Is anyone seriously using prefixes above Giga, besides for counting bytes or boasting numbers in popular science articles?
In physics, in practice you either state the number in exponential notation and don't care abut it or for brevity introduce a more appropriate unit: barns (10⁻²⁸ m²) and electronvolts (10⁻¹⁹ J) in nuclear physics or solar mass (~10³⁰ kg) in astrophysics, etc.
Electricity production for a country is reasonable measured in TWh, and I think I've seen this in newspapers discussing energy/gas in Europe.
But from Wikipedia:
> In the United Kingdom ... Demand for electricity in 2014 was 34.42 GW on average (301.7 TWh over the year) coming from a total electricity generation of 335.0 TWh.
We aren't there yet for power:
> The synchronous grid of Continental Europe is the largest synchronous electrical grid (by connected power) in the world. ... In 2009, 667 GW of production capacity was connected to the grid
Boasting in popular science articles with large prefixes is hardly better communication compared to scientific notation.
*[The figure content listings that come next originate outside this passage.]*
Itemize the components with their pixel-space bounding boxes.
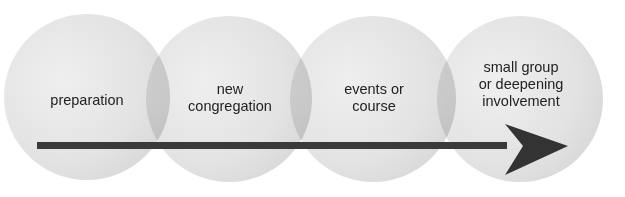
stage-label-line: events or <box>304 81 444 98</box>
stage-label-events-or-course: events or course <box>304 81 444 115</box>
stage-label-line: new <box>160 81 300 98</box>
stage-label-line: congregation <box>160 98 300 115</box>
stage-label-line: or deepening <box>451 76 591 93</box>
stage-label-line: involvement <box>451 93 591 110</box>
stage-label-small-group: small group or deepening involvement <box>451 59 591 110</box>
stage-label-line: course <box>304 98 444 115</box>
stage-label-text: preparation <box>50 92 123 108</box>
stage-label-line: small group <box>451 59 591 76</box>
stage-label-new-congregation: new congregation <box>160 81 300 115</box>
stage-label-preparation: preparation <box>17 92 157 109</box>
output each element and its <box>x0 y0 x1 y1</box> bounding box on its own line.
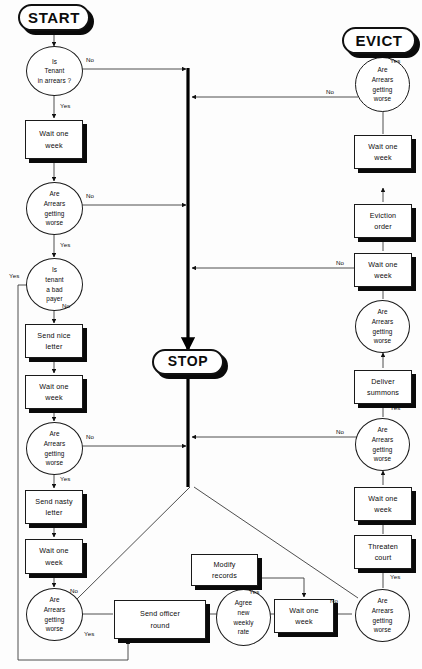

If the prefixes aren't commonly used (anything above tera/peta really isn't), then the majority of people have no frame of reference for what it is any more than it being "a big number".
In physics, in practice you either state the number in exponential notation and don't care abut it or for brevity introduce a more appropriate unit: barns (10⁻²⁸ m²) and electronvolts (10⁻¹⁹ J) in nuclear physics or solar mass (~10³⁰ kg) in astrophysics, etc.